Abstract
through a scientometric review. It situates the identified research themes and trends within the Urban
Sustainability Transitions (UST) frameworks, connecting them to wider urban sustainability transition processes.
Design/methodology/approach – The study uses a qualitative, scientometric analysis with quantitative
insights of 203 peer-reviewed articles from the Scopus database published between 2000 and February 2025,
focusing on top-cited journals, country-specific outputs and author keyword co-occurrence. The preferred
reporting items for systematic reviews and meta-analyses (PRISMA) screening workflow was used to perform
VOSviewer-based author keyword co-occurrence, co-citation and temporal overlay analyses. These were then
discussed through the UST frameworks for policy recommendations.
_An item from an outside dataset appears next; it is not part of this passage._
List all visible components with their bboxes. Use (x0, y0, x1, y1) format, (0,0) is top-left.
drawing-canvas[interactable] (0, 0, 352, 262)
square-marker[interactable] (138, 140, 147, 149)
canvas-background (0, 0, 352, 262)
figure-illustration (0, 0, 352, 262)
Findings – Eight thematic clusters emerged covering affordability, urbanization, climate risk and self-help
housing, affordability within sustainable transitions, social sustainability, informal settlements, home ownership
and social housing. The temporal overlay reveals that since 2015, the focus has shifted from technology/efficiency
to equity and displacement risks, regime lock-ins in finance and planning and capability/implementation concerns.
Global North knowledge remains heavily concentrated alongside sparse Global South-anchored practice debates.
Originality/value – This study provides a clear, cluster-linked policy portfolio with measurable policy
metrics to connect housing, environmental and economic goals in housing policy development and monitoring.